In 2017, Ohio State came into the season a favorite.
The Buckeyes were ranked No. 5 in the preseason AP poll and were the highest ranked team in the Big Ten, while the entire starting lineup was in their final season with the program, including eventual three-time Big Ten Player of the Year Kelsey Mitchell.
In that preseason, the Buckeyes played Urbana and dominated the Blue Knights 135-54 with Mitchell and Stephanie Mavunga leading the way in scoring.
Fast forward two seasons and Ohio State is no longer the favorite. The Buckeyes were not picked to be in the top five of the Big Ten by coaches or the media, and they did not receive even a single vote in the AP poll.
But regardless of the change in expectations, the result remained the same: an 81-point win against Urbana.
On Sunday, in Ohio State’s lone exhibition game before the real season starts, the Buckeyes showed the same dominance that the most talented and experience team the program has had in recent memory did, and they did it with three true freshmen starting.
Ohio State won this exhibition against the Blue Knights 131-50, highlighted by a pair of 25-point performances from freshman guards Jacy Sheldon and Kierstan Bell.
“Getting all our nerves out, that was really fun,” Sheldon said. “Our first time playing a real game was really cool and I think we learned a lot, so we have a lot to build on.”
Sheldon earned her 25 points on 11-of-19 shooting and added eight rebounds and five steals in almost 31 minutes of play, ending with a team-high plus-60.
Bell was slightly more efficient at 10 for 14, and earned four steals in just over 22 minutes.
“We’ve worked hard in the preseason, so just happy to see our kids take some of that stuff we’ve done and put it onto the court today,” Ohio State head coach Kevin McGuff said. “We still have a long, long way to go, but at least I think you could see some of the talent that we have, and we’re very young, so we made a lot of youthful mistakes, but I’m excited about what this team could ultimately end up being.”
The Buckeyes opened the game on a three from Bell on the first possession and never looked back, never losing the lead on their way to shooting 66.3 percent from the field and 42.9 percent from three.
Urbana committed 27 turnovers in the game, which turned into 49 points for Ohio State. For McGuff, he said the team improved in a variety of areas in the past week since the closed scrimmage against Eastern Michigan.
“We shot the ball better, we were more efficient on offense and just executed a little bit better, also rebounded a little bit better,” he said. “I thought we got better from last Sunday to this Sunday, and that’s the key for us. With so many new people, we still have a long way to go, but if we just keep improving, I think we’ll end up in a good place.”
Even after being up 66-25 at halftime and being up 98-36 after three quarters, the Buckeyes never took their foot off the gas, something Sheldon said became a focus as the game grew more and more out of hand.
“We focused a lot on staying focused with our play, our game, rebounding, defense are some things we have to get better on,” she said. “We tried to stay focus on that to stay in the game.”
Ohio State opens its season against Valparaiso a week from this exhibition, and go into it without much in the way of expectations from polls or preseason outlooks.
In 2017 that wasn’t the case, and the Buckeyes somewhat underperformed while striving for those lofty goals. That Ohio State team did go 28-7, but none of it mattered after an upset defeat to Central Michigan that cost the Buckeyes a spot in the Sweet 16.
No one knows what Ohio State is going to do this year, but an 81-point win in an exhibition game shows that the sky could be the limit for a team full of youth and potential.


* _WHAT IS REQUIRED_
For the data below, transcribe the part that opens with the line containing "Image is 868x445 pixels." and closes with the line containing "Image is 868x419 pixels.", exactly and with no pictures.

(Stored data)
—————

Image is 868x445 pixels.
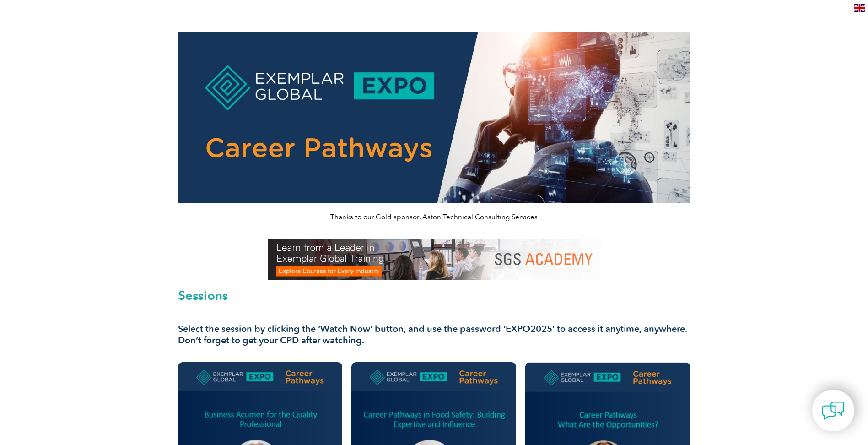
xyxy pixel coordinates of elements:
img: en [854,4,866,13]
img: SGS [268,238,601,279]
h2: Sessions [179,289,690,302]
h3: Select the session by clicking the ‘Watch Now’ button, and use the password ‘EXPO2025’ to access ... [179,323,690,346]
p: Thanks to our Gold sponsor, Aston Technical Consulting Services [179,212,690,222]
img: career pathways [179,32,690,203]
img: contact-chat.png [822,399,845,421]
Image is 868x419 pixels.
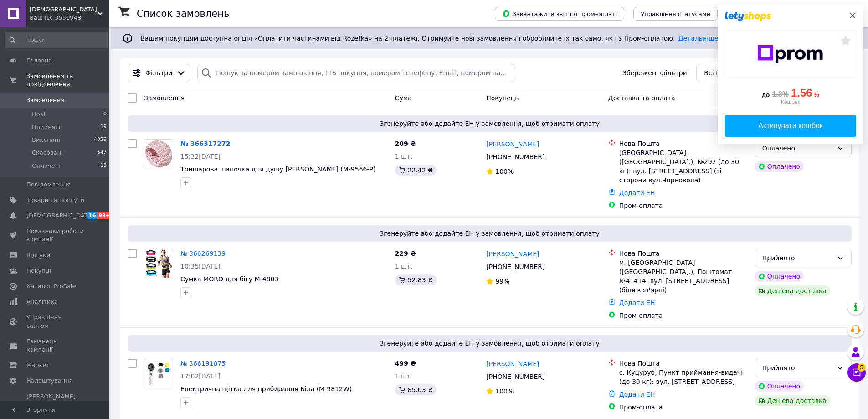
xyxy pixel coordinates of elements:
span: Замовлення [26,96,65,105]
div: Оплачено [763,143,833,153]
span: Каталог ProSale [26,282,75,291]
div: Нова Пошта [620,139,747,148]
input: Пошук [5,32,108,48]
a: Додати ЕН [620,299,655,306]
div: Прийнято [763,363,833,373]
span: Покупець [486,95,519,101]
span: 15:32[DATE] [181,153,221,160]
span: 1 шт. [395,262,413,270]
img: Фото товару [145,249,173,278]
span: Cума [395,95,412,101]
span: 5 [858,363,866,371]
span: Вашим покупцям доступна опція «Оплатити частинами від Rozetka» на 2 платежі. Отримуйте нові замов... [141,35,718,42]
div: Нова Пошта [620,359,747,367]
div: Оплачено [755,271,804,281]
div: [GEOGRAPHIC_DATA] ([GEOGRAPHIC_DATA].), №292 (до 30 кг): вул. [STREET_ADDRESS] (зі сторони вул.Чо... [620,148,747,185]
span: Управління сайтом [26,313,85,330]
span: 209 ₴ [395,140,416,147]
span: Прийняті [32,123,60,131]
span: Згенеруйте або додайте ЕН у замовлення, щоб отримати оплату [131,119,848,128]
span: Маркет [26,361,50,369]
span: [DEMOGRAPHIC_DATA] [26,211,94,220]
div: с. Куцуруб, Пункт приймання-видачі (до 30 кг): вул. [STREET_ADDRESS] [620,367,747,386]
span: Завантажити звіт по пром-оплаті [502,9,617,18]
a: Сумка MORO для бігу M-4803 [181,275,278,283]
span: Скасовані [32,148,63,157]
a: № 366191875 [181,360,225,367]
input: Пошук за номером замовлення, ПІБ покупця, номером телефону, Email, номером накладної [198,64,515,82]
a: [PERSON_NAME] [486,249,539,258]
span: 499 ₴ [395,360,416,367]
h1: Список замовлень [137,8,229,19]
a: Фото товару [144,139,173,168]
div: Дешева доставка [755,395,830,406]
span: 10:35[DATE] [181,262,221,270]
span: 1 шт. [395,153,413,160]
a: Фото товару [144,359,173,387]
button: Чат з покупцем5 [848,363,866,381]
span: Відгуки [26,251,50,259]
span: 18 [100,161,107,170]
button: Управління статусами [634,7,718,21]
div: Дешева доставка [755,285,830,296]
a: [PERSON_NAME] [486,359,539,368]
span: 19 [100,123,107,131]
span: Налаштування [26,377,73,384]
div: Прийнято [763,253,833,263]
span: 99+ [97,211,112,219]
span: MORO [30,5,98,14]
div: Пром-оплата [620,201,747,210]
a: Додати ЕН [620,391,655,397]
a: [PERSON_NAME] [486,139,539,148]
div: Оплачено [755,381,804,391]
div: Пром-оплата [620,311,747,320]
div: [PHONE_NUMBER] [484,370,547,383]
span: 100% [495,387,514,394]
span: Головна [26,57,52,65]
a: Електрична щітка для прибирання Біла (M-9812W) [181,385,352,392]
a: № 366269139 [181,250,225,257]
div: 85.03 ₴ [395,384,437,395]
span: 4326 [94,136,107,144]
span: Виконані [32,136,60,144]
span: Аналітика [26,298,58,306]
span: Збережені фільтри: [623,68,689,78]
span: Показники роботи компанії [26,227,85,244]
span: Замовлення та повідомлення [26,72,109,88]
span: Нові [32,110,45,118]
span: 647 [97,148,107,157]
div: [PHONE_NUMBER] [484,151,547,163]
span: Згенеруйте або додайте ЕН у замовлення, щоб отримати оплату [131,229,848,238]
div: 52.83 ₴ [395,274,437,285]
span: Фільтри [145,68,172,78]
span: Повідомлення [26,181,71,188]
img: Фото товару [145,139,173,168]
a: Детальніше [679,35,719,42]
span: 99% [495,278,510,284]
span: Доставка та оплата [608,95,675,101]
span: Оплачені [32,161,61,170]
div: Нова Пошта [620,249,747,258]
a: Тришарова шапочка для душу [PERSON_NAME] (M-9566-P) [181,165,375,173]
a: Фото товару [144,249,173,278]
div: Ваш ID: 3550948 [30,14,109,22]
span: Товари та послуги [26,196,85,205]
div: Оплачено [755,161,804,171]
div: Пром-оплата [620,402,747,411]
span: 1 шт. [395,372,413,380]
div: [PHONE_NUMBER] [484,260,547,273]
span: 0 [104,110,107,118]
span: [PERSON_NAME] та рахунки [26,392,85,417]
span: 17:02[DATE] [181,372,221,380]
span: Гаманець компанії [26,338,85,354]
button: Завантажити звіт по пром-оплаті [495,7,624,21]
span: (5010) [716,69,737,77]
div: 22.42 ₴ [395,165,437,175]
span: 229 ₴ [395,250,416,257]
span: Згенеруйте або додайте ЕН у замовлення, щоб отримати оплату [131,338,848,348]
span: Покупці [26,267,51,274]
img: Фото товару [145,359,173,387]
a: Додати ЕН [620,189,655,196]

—————

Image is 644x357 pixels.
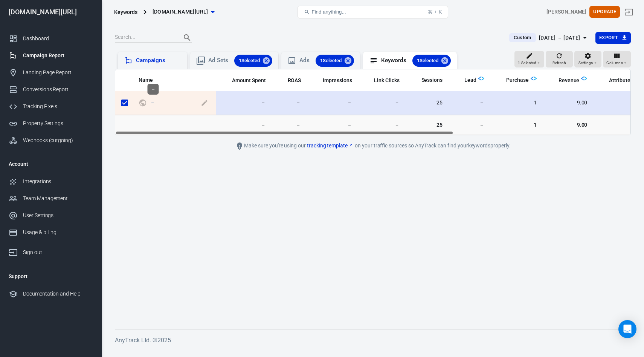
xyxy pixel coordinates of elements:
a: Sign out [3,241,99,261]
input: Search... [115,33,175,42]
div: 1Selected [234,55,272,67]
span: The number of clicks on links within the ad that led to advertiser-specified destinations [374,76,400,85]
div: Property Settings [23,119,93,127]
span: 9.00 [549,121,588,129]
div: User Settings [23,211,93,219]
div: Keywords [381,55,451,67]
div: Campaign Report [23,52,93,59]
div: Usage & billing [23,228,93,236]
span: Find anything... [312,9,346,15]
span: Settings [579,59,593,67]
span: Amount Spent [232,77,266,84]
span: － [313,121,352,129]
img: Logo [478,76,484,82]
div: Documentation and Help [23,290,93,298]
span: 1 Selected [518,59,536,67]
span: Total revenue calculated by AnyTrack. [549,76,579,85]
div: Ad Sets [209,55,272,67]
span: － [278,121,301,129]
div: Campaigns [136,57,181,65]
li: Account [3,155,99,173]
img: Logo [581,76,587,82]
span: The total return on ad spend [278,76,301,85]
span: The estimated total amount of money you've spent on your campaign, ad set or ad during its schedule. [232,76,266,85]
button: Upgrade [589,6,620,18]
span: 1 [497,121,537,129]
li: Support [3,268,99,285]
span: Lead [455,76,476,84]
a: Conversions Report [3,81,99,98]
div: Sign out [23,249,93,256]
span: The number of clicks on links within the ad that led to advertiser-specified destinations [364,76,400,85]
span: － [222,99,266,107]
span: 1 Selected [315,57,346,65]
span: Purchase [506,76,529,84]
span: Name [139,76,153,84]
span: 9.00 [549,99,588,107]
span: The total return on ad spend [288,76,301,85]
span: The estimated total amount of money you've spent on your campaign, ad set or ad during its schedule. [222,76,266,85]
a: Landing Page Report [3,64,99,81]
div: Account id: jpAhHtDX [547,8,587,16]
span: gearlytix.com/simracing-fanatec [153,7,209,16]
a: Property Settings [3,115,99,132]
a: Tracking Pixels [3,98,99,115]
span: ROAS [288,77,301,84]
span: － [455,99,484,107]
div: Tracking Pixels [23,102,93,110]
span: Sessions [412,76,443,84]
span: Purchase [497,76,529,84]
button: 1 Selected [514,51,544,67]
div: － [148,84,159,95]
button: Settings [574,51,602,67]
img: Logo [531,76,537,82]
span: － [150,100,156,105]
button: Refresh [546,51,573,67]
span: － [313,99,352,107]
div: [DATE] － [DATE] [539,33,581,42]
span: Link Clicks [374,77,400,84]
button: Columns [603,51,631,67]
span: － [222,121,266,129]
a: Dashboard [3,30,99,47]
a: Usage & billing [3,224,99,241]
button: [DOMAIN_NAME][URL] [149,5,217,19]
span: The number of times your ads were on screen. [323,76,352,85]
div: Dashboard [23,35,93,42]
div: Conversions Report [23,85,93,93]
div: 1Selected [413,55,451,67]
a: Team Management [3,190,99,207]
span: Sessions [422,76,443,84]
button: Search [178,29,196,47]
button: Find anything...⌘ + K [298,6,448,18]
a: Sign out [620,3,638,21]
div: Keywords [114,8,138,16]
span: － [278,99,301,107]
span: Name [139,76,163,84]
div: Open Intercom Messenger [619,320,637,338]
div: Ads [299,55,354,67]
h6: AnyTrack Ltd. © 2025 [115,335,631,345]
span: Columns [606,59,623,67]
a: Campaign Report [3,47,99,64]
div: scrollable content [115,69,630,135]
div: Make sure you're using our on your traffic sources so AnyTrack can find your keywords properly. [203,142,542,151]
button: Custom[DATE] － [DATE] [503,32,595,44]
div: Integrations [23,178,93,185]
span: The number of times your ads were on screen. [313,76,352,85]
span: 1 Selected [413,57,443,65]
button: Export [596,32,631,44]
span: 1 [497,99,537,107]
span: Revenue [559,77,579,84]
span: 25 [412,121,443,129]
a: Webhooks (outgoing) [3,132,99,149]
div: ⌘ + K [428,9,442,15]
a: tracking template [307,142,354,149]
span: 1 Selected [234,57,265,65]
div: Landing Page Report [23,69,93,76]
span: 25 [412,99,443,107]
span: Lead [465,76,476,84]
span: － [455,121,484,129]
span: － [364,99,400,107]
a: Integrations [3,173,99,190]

—————

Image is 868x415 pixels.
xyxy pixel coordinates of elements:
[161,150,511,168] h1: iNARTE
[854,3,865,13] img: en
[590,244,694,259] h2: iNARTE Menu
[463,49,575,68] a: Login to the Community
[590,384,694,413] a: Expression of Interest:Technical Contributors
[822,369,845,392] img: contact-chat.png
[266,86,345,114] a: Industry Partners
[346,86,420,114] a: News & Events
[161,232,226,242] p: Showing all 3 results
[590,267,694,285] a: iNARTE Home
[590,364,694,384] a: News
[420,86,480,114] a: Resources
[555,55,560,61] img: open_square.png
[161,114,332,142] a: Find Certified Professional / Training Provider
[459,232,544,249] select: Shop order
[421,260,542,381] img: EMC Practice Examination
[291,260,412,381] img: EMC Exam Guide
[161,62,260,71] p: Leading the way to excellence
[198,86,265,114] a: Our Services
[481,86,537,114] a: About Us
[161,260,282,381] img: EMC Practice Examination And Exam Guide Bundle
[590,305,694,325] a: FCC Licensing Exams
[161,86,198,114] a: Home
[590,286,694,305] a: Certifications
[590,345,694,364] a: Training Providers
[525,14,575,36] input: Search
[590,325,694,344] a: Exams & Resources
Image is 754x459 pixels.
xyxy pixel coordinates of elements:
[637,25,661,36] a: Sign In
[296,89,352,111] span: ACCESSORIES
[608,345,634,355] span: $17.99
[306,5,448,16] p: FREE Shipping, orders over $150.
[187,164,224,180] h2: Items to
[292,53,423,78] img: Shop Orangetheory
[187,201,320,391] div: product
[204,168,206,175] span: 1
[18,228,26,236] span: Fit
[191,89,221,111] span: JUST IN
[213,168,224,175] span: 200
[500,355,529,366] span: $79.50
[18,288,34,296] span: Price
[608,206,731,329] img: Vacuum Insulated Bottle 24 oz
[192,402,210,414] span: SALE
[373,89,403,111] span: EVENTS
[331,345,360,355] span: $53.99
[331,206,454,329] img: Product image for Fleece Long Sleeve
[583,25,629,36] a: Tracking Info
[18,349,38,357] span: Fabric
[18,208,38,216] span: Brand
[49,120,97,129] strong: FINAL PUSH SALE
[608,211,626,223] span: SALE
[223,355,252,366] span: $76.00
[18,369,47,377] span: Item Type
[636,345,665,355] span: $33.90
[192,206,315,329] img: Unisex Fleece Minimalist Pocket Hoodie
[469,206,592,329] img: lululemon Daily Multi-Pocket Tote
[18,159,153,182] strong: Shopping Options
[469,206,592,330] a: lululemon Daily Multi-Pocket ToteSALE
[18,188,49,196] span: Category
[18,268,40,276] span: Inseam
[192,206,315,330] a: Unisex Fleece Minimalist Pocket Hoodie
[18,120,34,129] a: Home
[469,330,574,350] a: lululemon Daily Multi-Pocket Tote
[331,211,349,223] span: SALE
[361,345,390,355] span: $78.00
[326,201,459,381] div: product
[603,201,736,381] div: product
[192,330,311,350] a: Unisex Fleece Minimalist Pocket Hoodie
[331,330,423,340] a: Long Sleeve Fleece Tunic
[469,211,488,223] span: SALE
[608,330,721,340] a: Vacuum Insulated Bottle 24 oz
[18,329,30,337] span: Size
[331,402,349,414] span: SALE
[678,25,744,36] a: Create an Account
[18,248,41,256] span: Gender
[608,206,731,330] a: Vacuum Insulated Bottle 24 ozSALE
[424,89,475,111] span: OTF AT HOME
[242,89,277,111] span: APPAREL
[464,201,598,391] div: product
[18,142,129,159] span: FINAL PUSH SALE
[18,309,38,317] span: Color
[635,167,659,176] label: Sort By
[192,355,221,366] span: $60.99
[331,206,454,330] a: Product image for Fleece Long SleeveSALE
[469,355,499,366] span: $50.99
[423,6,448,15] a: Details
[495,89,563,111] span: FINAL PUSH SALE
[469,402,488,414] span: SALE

—————

* _RESPONSE_
Image is 868x445 pixels.
xyxy pixel coordinates of elements:
img: en [854,4,866,13]
img: SGS [268,238,601,279]
h2: Sessions [179,289,690,302]
h3: Select the session by clicking the ‘Watch Now’ button, and use the password ‘EXPO2025’ to access ... [179,323,690,346]
p: Thanks to our Gold sponsor, Aston Technical Consulting Services [179,212,690,222]
img: career pathways [179,32,690,203]
img: contact-chat.png [822,399,845,421]
Image is 868x419 pixels.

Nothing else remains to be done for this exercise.